Apparently Thanksgiving is coming up, which is always strange for me, being non-American and all. Oh, sure, I know what Thanksgiving is meant to be about, but I still get kind of freaked out by the whole “Macy’s Parade means that Christmas has officially started” part of the whole deal. Not that I’m not thankful for the time off work to spend reading comics and catching up on TiVo, mind you, so I guess I’m getting close to the spirit in some way. Still, happy Thanksgiving, if I don’t end up saying it closer to the time. What’s that, you say? You want reviews?

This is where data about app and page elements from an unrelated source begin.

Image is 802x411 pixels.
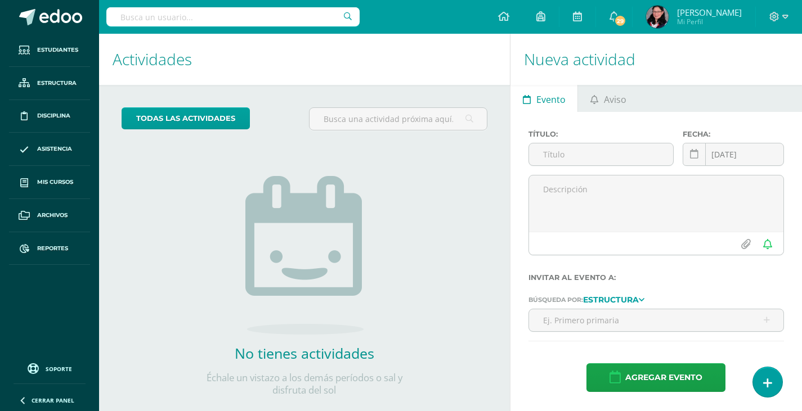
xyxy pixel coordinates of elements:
a: Estructura [9,67,90,100]
a: Estudiantes [9,34,90,67]
a: Soporte [14,361,86,376]
span: Soporte [46,365,72,373]
span: Aviso [604,86,626,113]
h1: Actividades [113,34,496,85]
a: Evento [510,85,577,112]
a: Estructura [583,295,644,303]
a: Archivos [9,199,90,232]
label: Invitar al evento a: [528,273,784,282]
strong: Estructura [583,295,639,305]
h2: No tienes actividades [192,344,417,363]
a: Aviso [578,85,638,112]
span: 29 [614,15,626,27]
a: Asistencia [9,133,90,166]
span: Archivos [37,211,68,220]
span: Estructura [37,79,77,88]
label: Título: [528,130,673,138]
span: Evento [536,86,565,113]
span: Disciplina [37,111,70,120]
p: Échale un vistazo a los demás períodos o sal y disfruta del sol [192,372,417,397]
span: [PERSON_NAME] [677,7,742,18]
input: Ej. Primero primaria [529,309,783,331]
span: Asistencia [37,145,72,154]
h1: Nueva actividad [524,34,788,85]
a: Disciplina [9,100,90,133]
input: Busca una actividad próxima aquí... [309,108,487,130]
input: Fecha de entrega [683,143,783,165]
button: Agregar evento [586,363,725,392]
span: Agregar evento [625,364,702,392]
span: Reportes [37,244,68,253]
a: Mis cursos [9,166,90,199]
span: Mis cursos [37,178,73,187]
img: 5b5dc2834911c0cceae0df2d5a0ff844.png [646,6,668,28]
a: todas las Actividades [122,107,250,129]
span: Cerrar panel [32,397,74,405]
img: no_activities.png [245,176,363,335]
span: Búsqueda por: [528,296,583,304]
span: Estudiantes [37,46,78,55]
input: Título [529,143,673,165]
span: Mi Perfil [677,17,742,26]
a: Reportes [9,232,90,266]
input: Busca un usuario... [106,7,360,26]
label: Fecha: [682,130,784,138]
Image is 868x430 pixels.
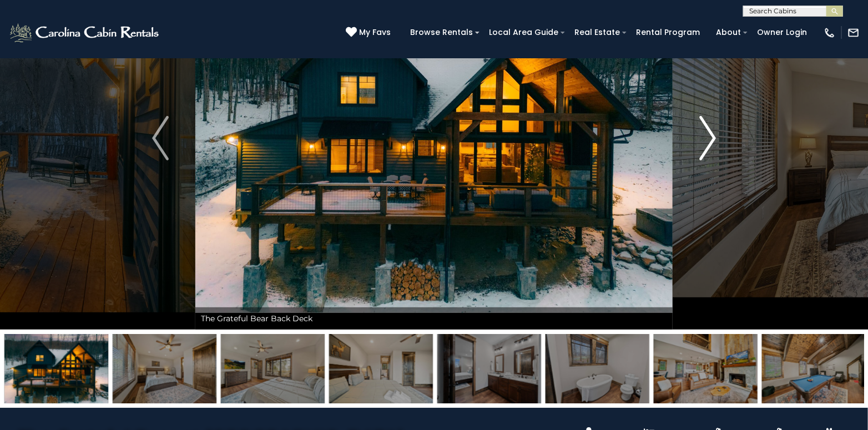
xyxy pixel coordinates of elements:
[699,116,716,161] img: arrow
[752,24,812,41] a: Owner Login
[654,334,757,404] img: 168595208
[484,24,564,41] a: Local Area Guide
[630,24,706,41] a: Rental Program
[221,334,324,404] img: 168595211
[404,24,478,41] a: Browse Rentals
[546,334,649,404] img: 167620690
[8,22,162,44] img: White-1-2.png
[4,334,108,404] img: 167690042
[848,27,860,39] img: mail-regular-white.png
[113,334,216,404] img: 168595210
[438,334,541,404] img: 167620213
[569,24,626,41] a: Real Estate
[359,27,391,38] span: My Favs
[345,27,393,39] a: My Favs
[710,24,746,41] a: About
[329,334,433,404] img: 168595212
[152,116,169,161] img: arrow
[823,27,835,39] img: phone-regular-white.png
[195,308,672,330] div: The Grateful Bear Back Deck
[762,334,865,404] img: 168595214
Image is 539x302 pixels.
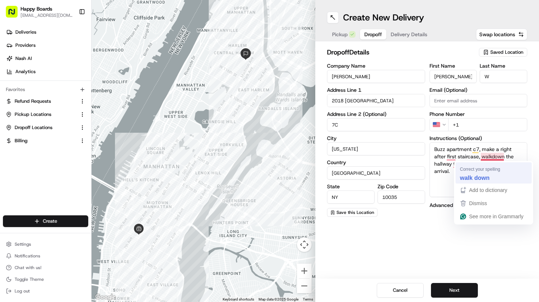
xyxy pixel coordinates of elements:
[6,111,77,118] a: Pickup Locations
[6,124,77,131] a: Dropoff Locations
[327,208,377,217] button: Save this Location
[327,47,475,57] h2: dropoff Details
[429,202,453,209] label: Advanced
[15,42,36,49] span: Providers
[297,238,312,252] button: Map camera controls
[429,202,528,209] button: Advanced
[28,133,43,139] span: [DATE]
[429,70,477,83] input: Enter first name
[480,70,527,83] input: Enter last name
[327,112,425,117] label: Address Line 2 (Optional)
[15,265,41,271] span: Chat with us!
[15,55,32,62] span: Nash AI
[343,12,424,23] h1: Create New Delivery
[124,72,133,81] button: Start new chat
[19,47,121,55] input: Clear
[377,191,425,204] input: Enter zip code
[332,31,347,38] span: Pickup
[3,122,88,134] button: Dropoff Locations
[3,3,76,21] button: Happy Boards[EMAIL_ADDRESS][DOMAIN_NAME]
[98,113,101,119] span: •
[327,88,425,93] label: Address Line 1
[7,70,21,83] img: 1736555255976-a54dd68f-1ca7-489b-9aae-adbdc363a1c4
[7,29,133,41] p: Welcome 👋
[24,133,27,139] span: •
[4,160,59,174] a: 📗Knowledge Base
[490,49,523,56] span: Saved Location
[3,275,88,285] button: Toggle Theme
[479,47,527,57] button: Saved Location
[7,7,22,22] img: Nash
[21,12,73,18] button: [EMAIL_ADDRESS][DOMAIN_NAME]
[327,142,425,156] input: Enter city
[6,98,77,105] a: Refund Requests
[15,29,36,36] span: Deliveries
[3,135,88,147] button: Billing
[327,167,425,180] input: Enter country
[3,251,88,261] button: Notifications
[33,70,120,77] div: Start new chat
[327,63,425,68] label: Company Name
[429,112,528,117] label: Phone Number
[476,29,527,40] button: Swap locations
[69,163,118,171] span: API Documentation
[429,136,528,141] label: Instructions (Optional)
[43,218,57,225] span: Create
[3,26,91,38] a: Deliveries
[377,184,425,189] label: Zip Code
[3,66,91,78] a: Analytics
[7,164,13,170] div: 📗
[15,111,51,118] span: Pickup Locations
[327,136,425,141] label: City
[3,53,91,64] a: Nash AI
[21,5,52,12] button: Happy Boards
[7,106,19,118] img: Dianne Alexi Soriano
[3,239,88,250] button: Settings
[15,138,27,144] span: Billing
[377,283,424,298] button: Cancel
[3,109,88,120] button: Pickup Locations
[15,163,56,171] span: Knowledge Base
[3,40,91,51] a: Providers
[448,118,528,131] input: Enter phone number
[15,124,52,131] span: Dropoff Locations
[15,70,29,83] img: 1732323095091-59ea418b-cfe3-43c8-9ae0-d0d06d6fd42c
[62,164,68,170] div: 💻
[327,184,375,189] label: State
[327,160,425,165] label: Country
[3,96,88,107] button: Refund Requests
[429,94,528,107] input: Enter email address
[431,283,478,298] button: Next
[297,279,312,294] button: Zoom out
[3,263,88,273] button: Chat with us!
[3,216,88,227] button: Create
[327,191,375,204] input: Enter state
[93,293,118,302] a: Open this area in Google Maps (opens a new window)
[15,98,51,105] span: Refund Requests
[73,181,89,187] span: Pylon
[15,242,31,248] span: Settings
[297,264,312,279] button: Zoom in
[15,277,44,283] span: Toggle Theme
[15,68,36,75] span: Analytics
[327,70,425,83] input: Enter company name
[391,31,427,38] span: Delivery Details
[336,210,374,216] span: Save this Location
[303,298,313,302] a: Terms (opens in new tab)
[480,63,527,68] label: Last Name
[6,138,77,144] a: Billing
[429,63,477,68] label: First Name
[258,298,298,302] span: Map data ©2025 Google
[103,113,118,119] span: [DATE]
[113,93,133,102] button: See all
[327,94,425,107] input: Enter address
[33,77,101,83] div: We're available if you need us!
[3,84,88,96] div: Favorites
[327,118,425,131] input: Apartment, suite, unit, etc.
[429,88,528,93] label: Email (Optional)
[15,253,40,259] span: Notifications
[93,293,118,302] img: Google
[52,181,89,187] a: Powered byPylon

ALL-STAR SUPERMAN #1: Yes, Lester got here first and wasn’t as impressed with this as I was. But still, there are far too many things that I loved about this book. The opening three pages, which condense the usual backstory into eight words in four panels on one page – because it’s Superman, for God’s sake, and everyone who’s interested in Superman already knows the basic set-up – before giving us a wordless double page spread of the character looking not angry or angst-ridden or weepy, but concerned and determined. The way that Grant Morrison seems determined to try and make the dialogue for each character not only seem in character, but also introduce the character (Lois’s “I always write the Superman headlines before they happen, Steve,” for example, or the difference between the way that Clark speaks and Superman speaks). Frank Quitely’s stunning artwork, with the layouts giving the book it’s own special pacing, and moments like Clark’s accident-prone entrance to Perry White’s office, or the off-panel accident that Clark saves the passer-by from at the end of the book. The “DC” rating for the book in the credits (“Pulse-pounding, rip-roaring action to be enjoyed by all”). The over-the-top new character, Leo Quintum (“Only nothing is impossible, Flora.”). A million miles away from what the regular Superman books are full of, this version of the character isn’t full of self-doubt or about to be mindcontrolled and sent to beat Batman up (and I think that this is being created as an alternative to the regular books, and as such is meant for people who don't read Superman right now, which is why I don’t have some of the same problems that Jeff does), the lack of moral ambiguity from anyone should probably make it feel like a much more childish book, but it’s all done with such abandon that it all just feels right. It’s very much what you’d expect from Morrison and Quitely: Optimistic, imaginative and human. I loved it, in case you can’t tell. Taken on its own terms, this was Excellent.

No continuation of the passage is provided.